2
$\begingroup$

Consider the map $f:\mathbb{R}^n \times \mathbb{R}^n \rightarrow \mathbb{R}^n$. When is it the case that there exist functions $g:\mathbb{R}^n \rightarrow \mathbb{R}^n$ and $h:\mathbb{R}^n \rightarrow \mathbb{R}^n$ such that $\forall x,y\in\mathbb{R}^n$, $f(x,y)=g(x)+h(y)$?

Thank you!

  • 0
    A sufficient-but-not-necessary condition is given by requiring $f$ to be an additive homomorphism, or, even more stringent, a linear map. But I suspect you're looking for something a bit broader. – 2012-10-29

2 Answers 2

3

Iff the following two mappings are constant for all fixed $x,x_1,y,y_1$: $t\mapsto f(x_1,t)-f(x,t) $ $t\mapsto f(t,y_1)-f(t,y) .$

  • 0
    I was just guessing. Please check that it indeed works.. :) – 2012-10-30
1

I don't have access to the article, but A sufficient condition for additively separable functions, looks like it answers your question in a general form:

This paper presents a set of sufficient conditions under which a completely separable function on an open SāŠ‚R^N is additively separable. The new condition is that different connected elements of intersections of parallel-to-the-axes hyperplanes with the domain S are intersected by common indifference surfaces.

though I'm not sure if the restriction to a "completely separable function" is important to your question without reading the article.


Find every line below with the word "ylabel" in it, and copy each one.

- _Supplied records_:
##############################

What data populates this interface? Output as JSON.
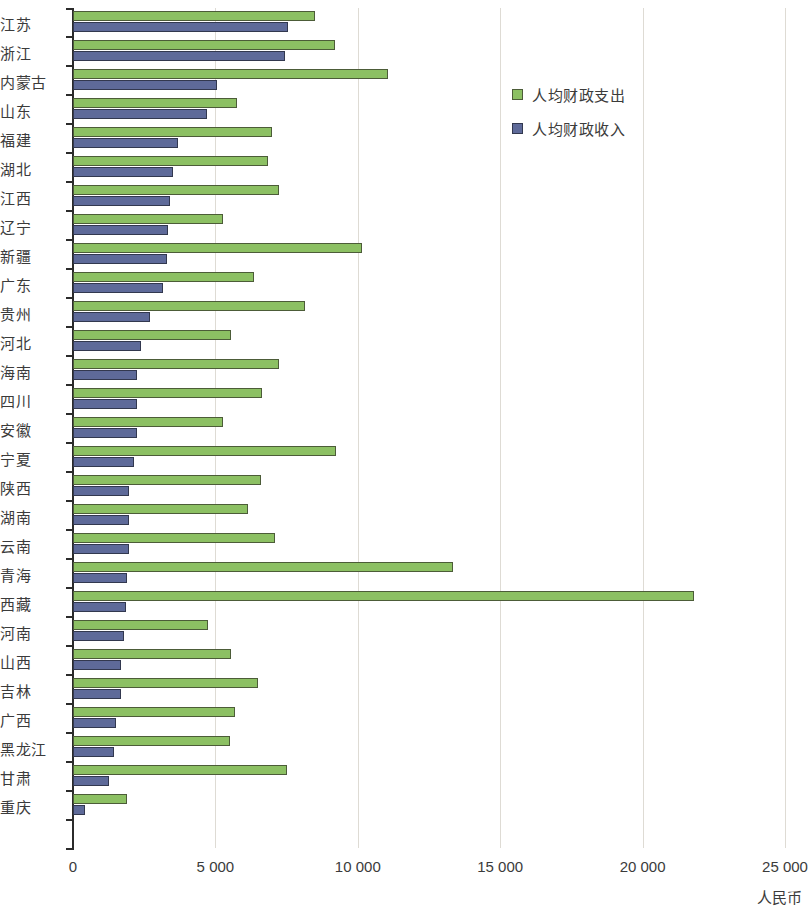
{
  "chart_data": {
    "type": "bar",
    "orientation": "horizontal",
    "title": "",
    "xlabel": "人民币",
    "ylabel": "",
    "xlim": [
      0,
      25000
    ],
    "xticks": [
      0,
      5000,
      10000,
      15000,
      20000,
      25000
    ],
    "xtick_labels": [
      "0",
      "5 000",
      "10 000",
      "15 000",
      "20 000",
      "25 000"
    ],
    "grid": true,
    "legend_position": "top-right",
    "colors": {
      "expenditure": "#8cc063",
      "revenue": "#5e6a99",
      "gridline": "#dedbd4",
      "axis": "#2b2b2b"
    },
    "categories": [
      "江苏",
      "浙江",
      "内蒙古",
      "山东",
      "福建",
      "湖北",
      "江西",
      "辽宁",
      "新疆",
      "广东",
      "贵州",
      "河北",
      "海南",
      "四川",
      "安徽",
      "宁夏",
      "陕西",
      "湖南",
      "云南",
      "青海",
      "西藏",
      "河南",
      "山西",
      "吉林",
      "广西",
      "黑龙江",
      "甘肃",
      "重庆"
    ],
    "series": [
      {
        "name": "人均财政支出",
        "color": "#8cc063",
        "values": [
          8500,
          9200,
          11050,
          5750,
          7000,
          6850,
          7250,
          5250,
          10150,
          6350,
          8150,
          5550,
          7250,
          6650,
          5250,
          9250,
          6600,
          6150,
          7100,
          13350,
          21800,
          4750,
          5550,
          6500,
          5700,
          5500,
          7500,
          1900
        ]
      },
      {
        "name": "人均财政收入",
        "color": "#5e6a99",
        "values": [
          7550,
          7450,
          5050,
          4700,
          3700,
          3500,
          3400,
          3350,
          3300,
          3150,
          2700,
          2400,
          2250,
          2250,
          2250,
          2150,
          1950,
          1950,
          1950,
          1900,
          1850,
          1800,
          1700,
          1700,
          1500,
          1450,
          1250,
          420
        ]
      }
    ]
  },
  "legend": {
    "items": [
      {
        "label": "人均财政支出",
        "color": "#8cc063"
      },
      {
        "label": "人均财政收入",
        "color": "#5e6a99"
      }
    ]
  },
  "axis": {
    "x_title": "人民币"
  }
}
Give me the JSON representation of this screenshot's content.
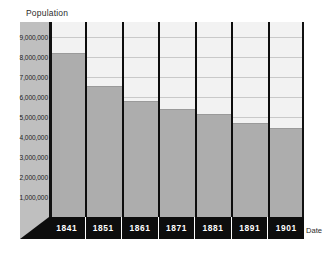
{
  "chart_data": {
    "type": "bar",
    "title": "",
    "xlabel": "Date",
    "ylabel": "Population",
    "categories": [
      "1841",
      "1851",
      "1861",
      "1871",
      "1881",
      "1891",
      "1901"
    ],
    "values": [
      8200000,
      6550000,
      5800000,
      5400000,
      5150000,
      4700000,
      4450000
    ],
    "series": [
      {
        "name": "Population",
        "values": [
          8200000,
          6550000,
          5800000,
          5400000,
          5150000,
          4700000,
          4450000
        ]
      }
    ],
    "ylim": [
      0,
      9750000
    ],
    "ytick_values": [
      9000000,
      8000000,
      7000000,
      6000000,
      5000000,
      4000000,
      3000000,
      2000000,
      1000000
    ],
    "ytick_labels": [
      "9,000,000",
      "8,000,000",
      "7,000,000",
      "6,000,000",
      "5,000,000",
      "4,000,000",
      "3,000,000",
      "2,000,000",
      "1,000,000"
    ],
    "grid": true,
    "legend": false,
    "legend_position": "none",
    "bar_color": "#adadad",
    "plot_background": "#f2f2f2",
    "axis_color": "#0d0d0d",
    "gridline_color": "#c9c9c9",
    "label_band_color": "#bfbfbf"
  },
  "caption": {
    "label": "",
    "text": ""
  }
}
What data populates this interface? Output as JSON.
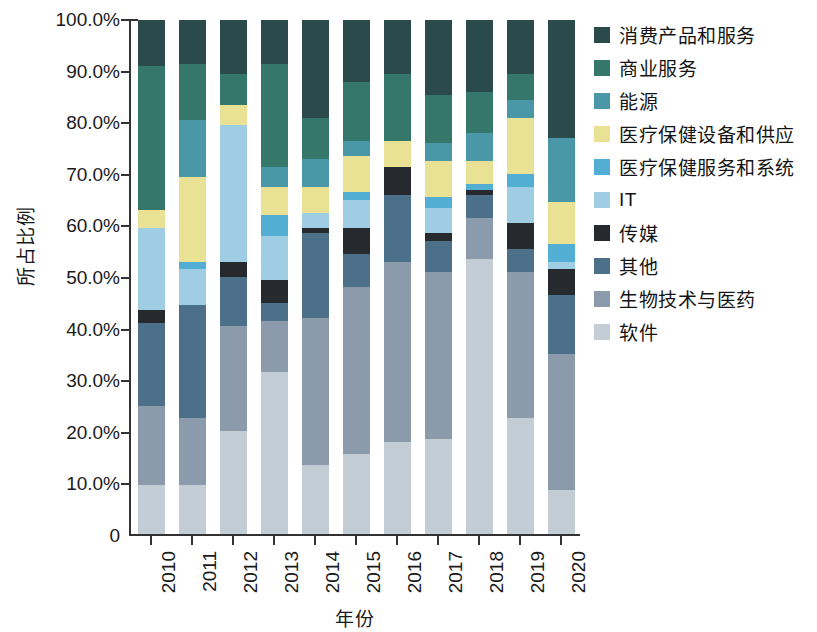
{
  "chart_data": {
    "type": "bar",
    "subtype": "stacked-100-percent",
    "title": "",
    "xlabel": "年份",
    "ylabel": "所占比例",
    "categories": [
      "2010",
      "2011",
      "2012",
      "2013",
      "2014",
      "2015",
      "2016",
      "2017",
      "2018",
      "2019",
      "2020"
    ],
    "ylim": [
      0,
      100
    ],
    "ytick_labels": [
      "0",
      "10.0%",
      "20.0%",
      "30.0%",
      "40.0%",
      "50.0%",
      "60.0%",
      "70.0%",
      "80.0%",
      "90.0%",
      "100.0%"
    ],
    "ytick_values": [
      0,
      10,
      20,
      30,
      40,
      50,
      60,
      70,
      80,
      90,
      100
    ],
    "grid": false,
    "legend_position": "right",
    "stack_order_bottom_to_top": [
      "软件",
      "生物技术与医药",
      "其他",
      "传媒",
      "IT",
      "医疗保健服务和系统",
      "医疗保健设备和供应",
      "能源",
      "商业服务",
      "消费产品和服务"
    ],
    "series": [
      {
        "name": "消费产品和服务",
        "color": "#2b4a4c",
        "values": [
          9.0,
          8.5,
          10.5,
          8.5,
          19.0,
          12.0,
          10.5,
          14.5,
          14.0,
          10.5,
          23.0
        ]
      },
      {
        "name": "商业服务",
        "color": "#35776b",
        "values": [
          28.0,
          11.0,
          6.0,
          20.0,
          8.0,
          11.5,
          13.0,
          9.5,
          8.0,
          5.0,
          0.0
        ]
      },
      {
        "name": "能源",
        "color": "#4a97a8",
        "values": [
          0.0,
          11.0,
          0.0,
          4.0,
          5.5,
          3.0,
          0.0,
          3.5,
          5.5,
          3.5,
          12.5
        ]
      },
      {
        "name": "医疗保健设备和供应",
        "color": "#e9e294",
        "values": [
          3.5,
          16.5,
          4.0,
          5.5,
          5.0,
          7.0,
          5.0,
          7.0,
          4.5,
          11.0,
          8.0
        ]
      },
      {
        "name": "医疗保健服务和系统",
        "color": "#53aed4",
        "values": [
          0.0,
          1.5,
          0.0,
          4.0,
          0.0,
          1.5,
          0.0,
          2.0,
          1.0,
          2.5,
          3.5
        ]
      },
      {
        "name": "IT",
        "color": "#9fcde4",
        "values": [
          16.0,
          7.0,
          26.5,
          8.5,
          3.0,
          5.5,
          0.0,
          5.0,
          0.0,
          7.0,
          1.5
        ]
      },
      {
        "name": "传媒",
        "color": "#26292e",
        "values": [
          2.5,
          0.0,
          3.0,
          4.5,
          1.0,
          5.0,
          5.5,
          1.5,
          1.0,
          5.0,
          5.0
        ]
      },
      {
        "name": "其他",
        "color": "#4c6f8a",
        "values": [
          16.0,
          22.0,
          9.5,
          3.5,
          16.5,
          6.5,
          13.0,
          6.0,
          4.5,
          4.5,
          11.5
        ]
      },
      {
        "name": "生物技术与医药",
        "color": "#8b9bab",
        "values": [
          15.5,
          13.0,
          20.5,
          10.0,
          28.5,
          32.5,
          35.0,
          32.5,
          8.0,
          28.5,
          26.5
        ]
      },
      {
        "name": "软件",
        "color": "#c2cdd6",
        "values": [
          9.5,
          9.5,
          20.0,
          31.5,
          13.5,
          15.5,
          18.0,
          18.5,
          53.5,
          22.5,
          8.5
        ]
      }
    ]
  },
  "legend": {
    "items": [
      {
        "label": "消费产品和服务",
        "color": "#2b4a4c"
      },
      {
        "label": "商业服务",
        "color": "#35776b"
      },
      {
        "label": "能源",
        "color": "#4a97a8"
      },
      {
        "label": "医疗保健设备和供应",
        "color": "#e9e294"
      },
      {
        "label": "医疗保健服务和系统",
        "color": "#53aed4"
      },
      {
        "label": "IT",
        "color": "#9fcde4"
      },
      {
        "label": "传媒",
        "color": "#26292e"
      },
      {
        "label": "其他",
        "color": "#4c6f8a"
      },
      {
        "label": "生物技术与医药",
        "color": "#8b9bab"
      },
      {
        "label": "软件",
        "color": "#c2cdd6"
      }
    ]
  }
}
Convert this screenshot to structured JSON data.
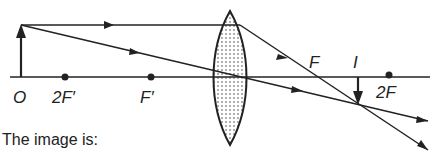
{
  "diagram": {
    "labels": {
      "object": "O",
      "two_f_prime": "2F′",
      "f_prime": "F′",
      "f": "F",
      "image": "I",
      "two_f": "2F"
    },
    "caption": "The image is:",
    "colors": {
      "line": "#222222",
      "lens_fill": "#d8d8d8",
      "background": "#ffffff"
    }
  }
}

##############################

- _Result of this task_:
    "ylabel": "",
    "ylabel": "Population",
    "ylabel": "所占比例",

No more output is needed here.